▶ _THE INPUT_:
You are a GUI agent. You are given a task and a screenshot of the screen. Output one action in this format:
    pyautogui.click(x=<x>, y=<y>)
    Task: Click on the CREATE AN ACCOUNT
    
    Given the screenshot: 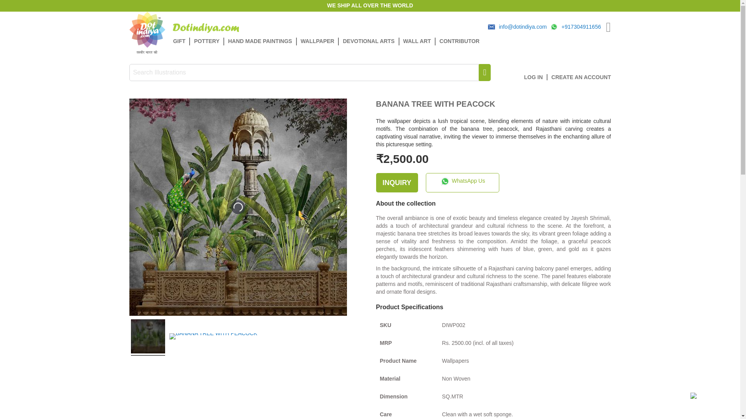 What is the action you would take?
    pyautogui.click(x=581, y=77)
    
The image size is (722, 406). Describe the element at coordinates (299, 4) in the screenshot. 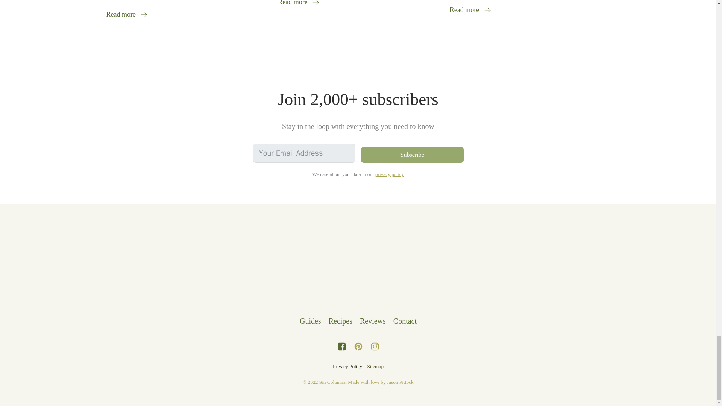

I see `Read more` at that location.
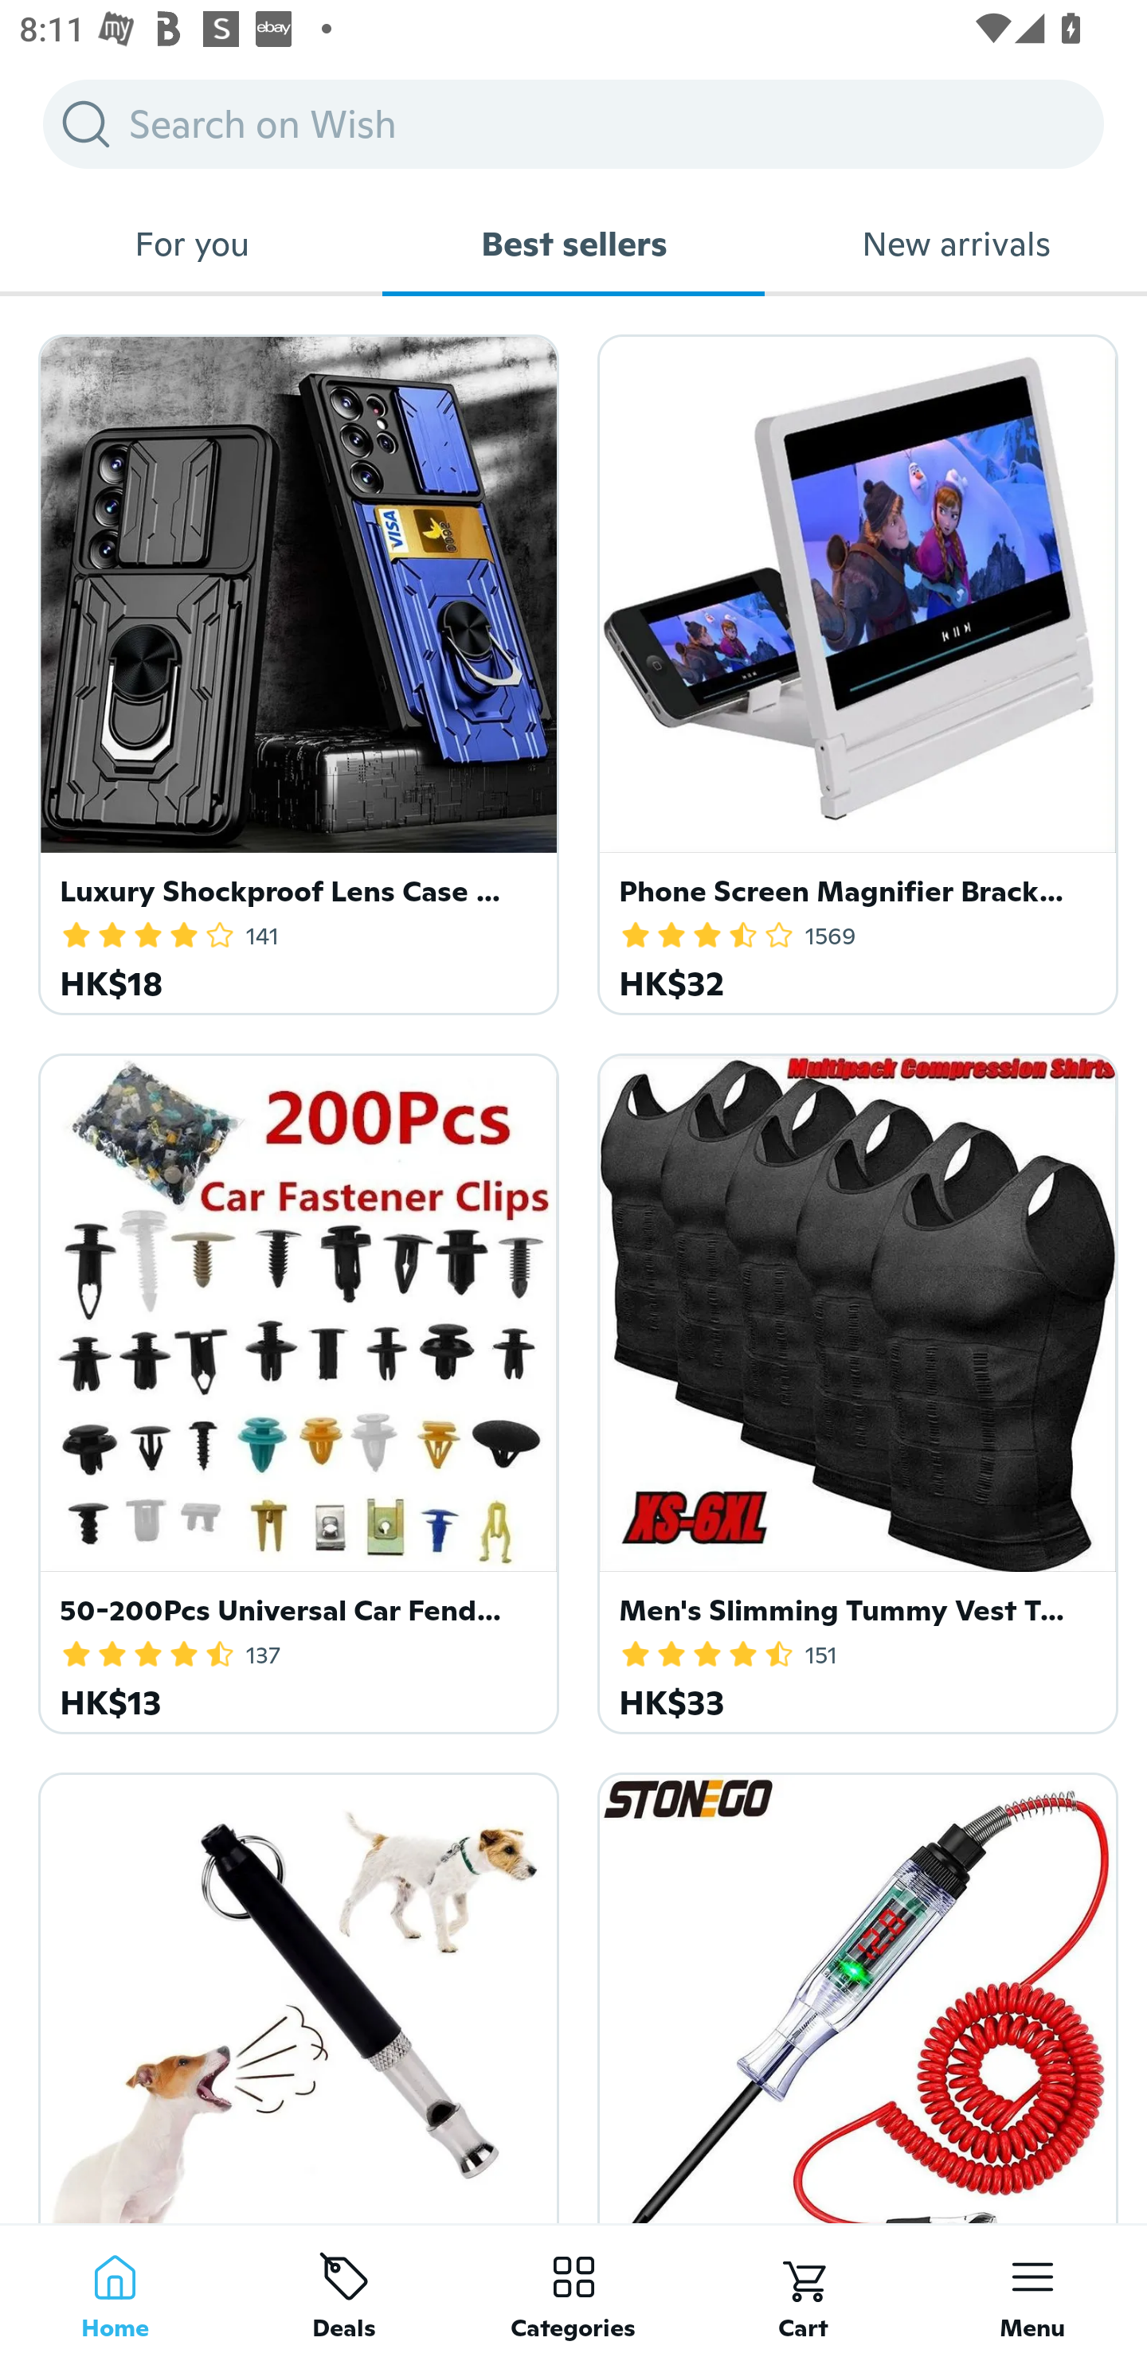 The height and width of the screenshot is (2357, 1147). What do you see at coordinates (1032, 2291) in the screenshot?
I see `Menu` at bounding box center [1032, 2291].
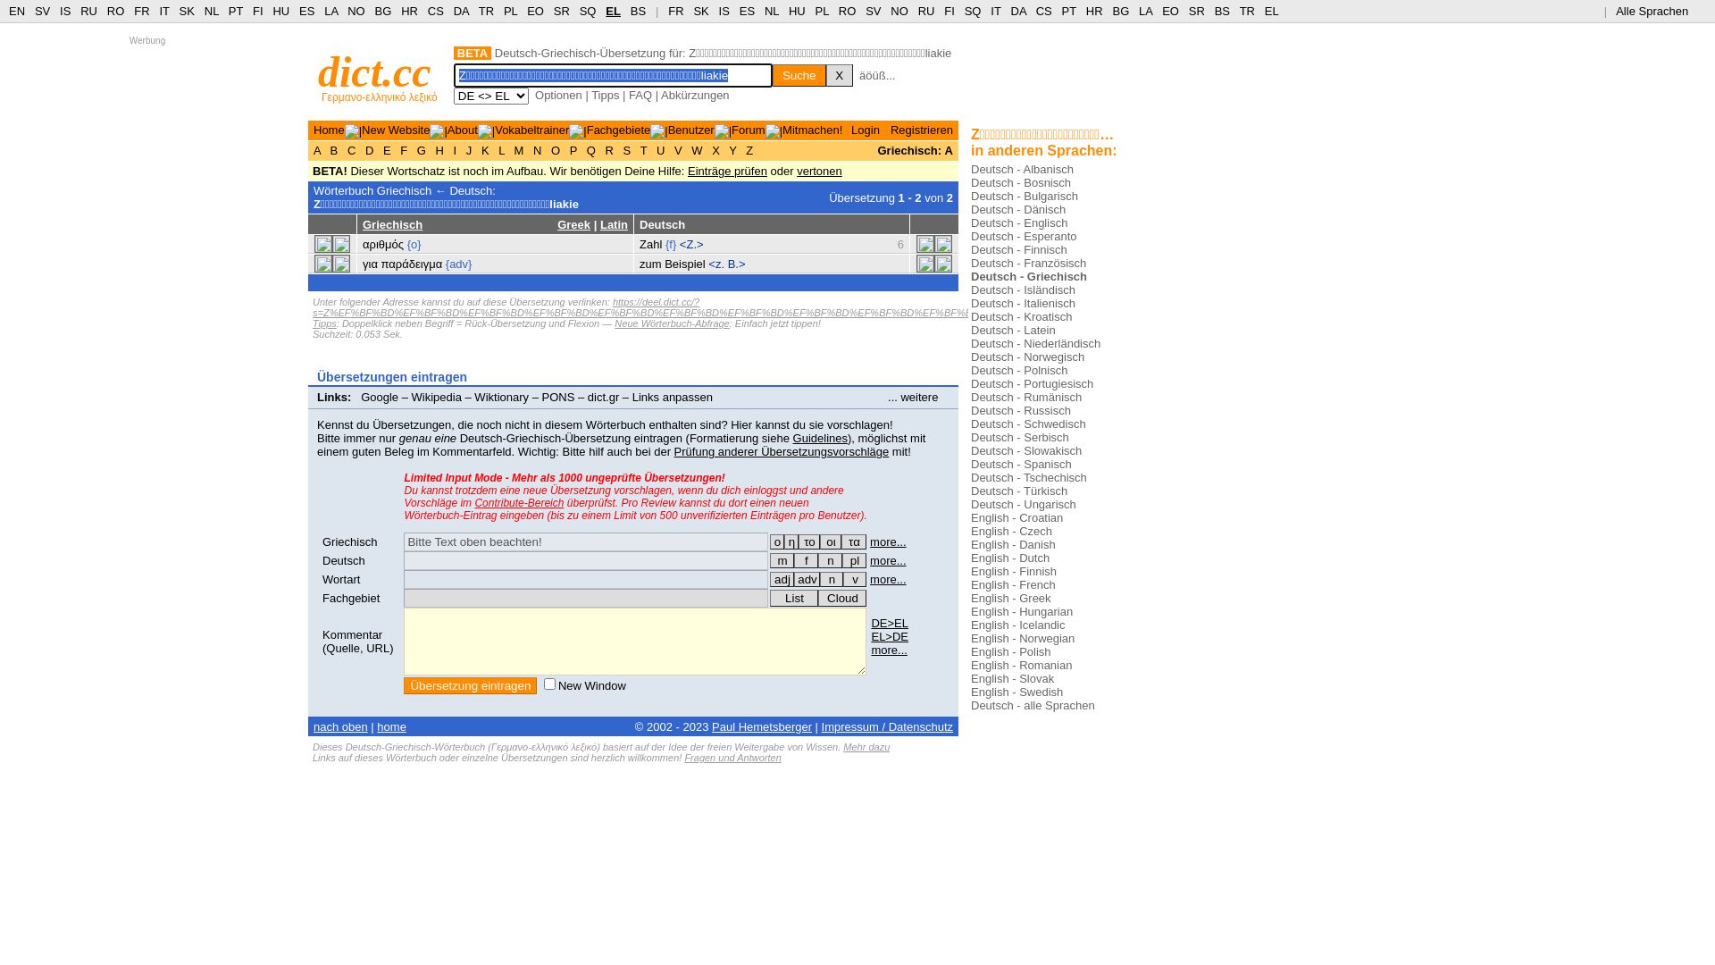  What do you see at coordinates (17, 11) in the screenshot?
I see `EN` at bounding box center [17, 11].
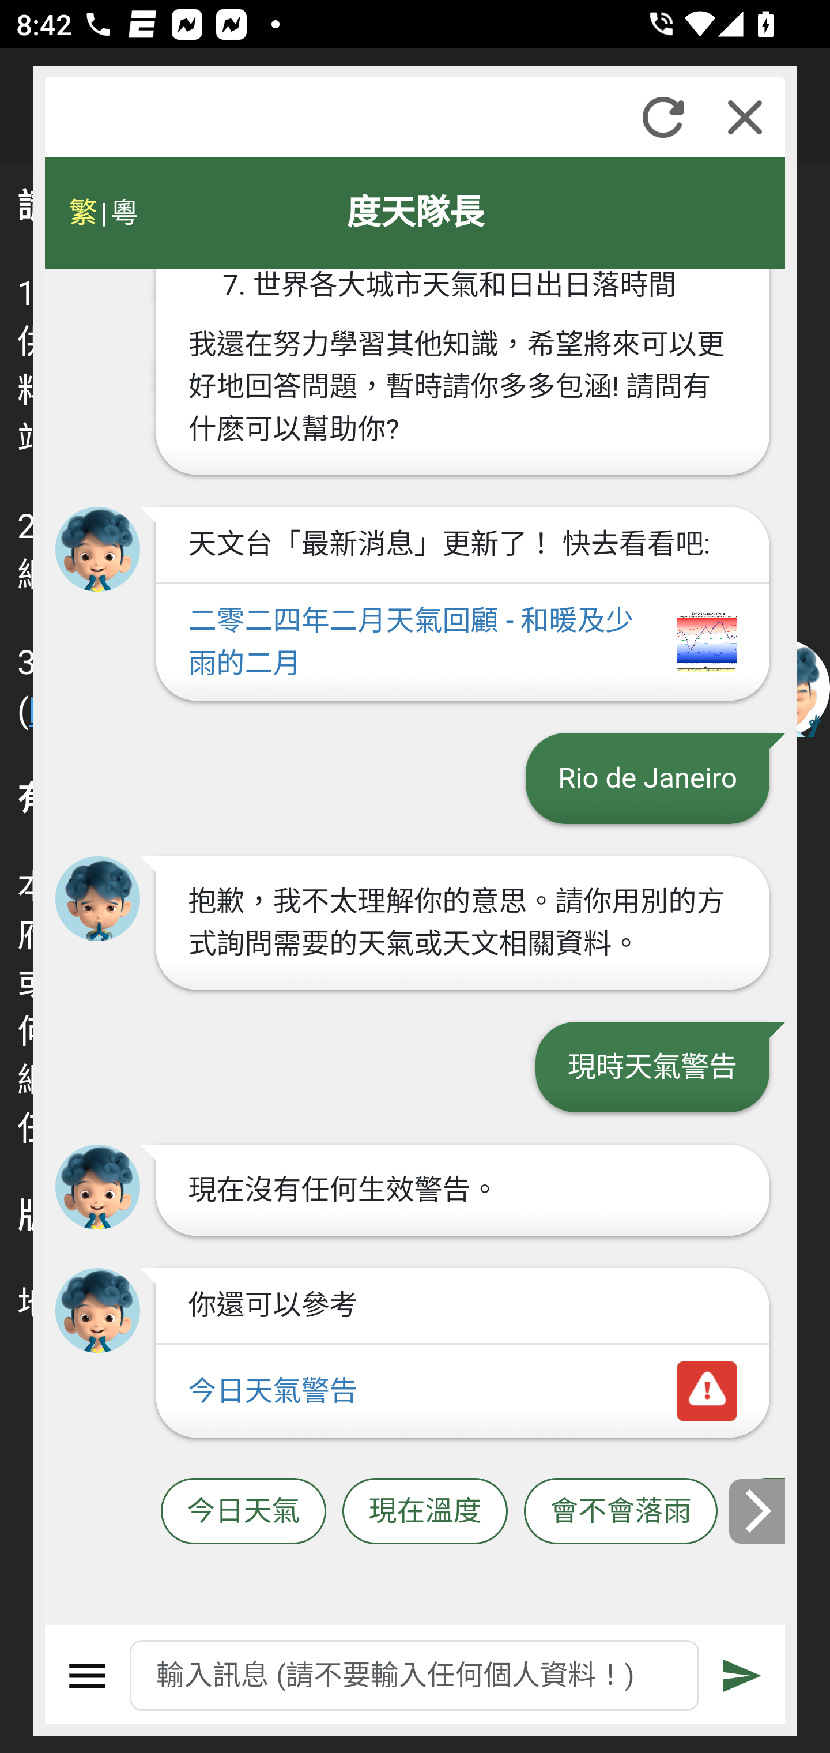  I want to click on 現在溫度, so click(425, 1512).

▶ _WHAT YOU SHOULD DO_:
Quote every line of the records above, from the first down to the one holding "Task: Click on the CREATE AN ACCOUNT", exactly as written.

▶ _EXERCISE OUTPUT_:
You are a GUI agent. You are given a task and a screenshot of the screen. Output one action in this format:
    pyautogui.click(x=<x>, y=<y>)
    Task: Click on the CREATE AN ACCOUNT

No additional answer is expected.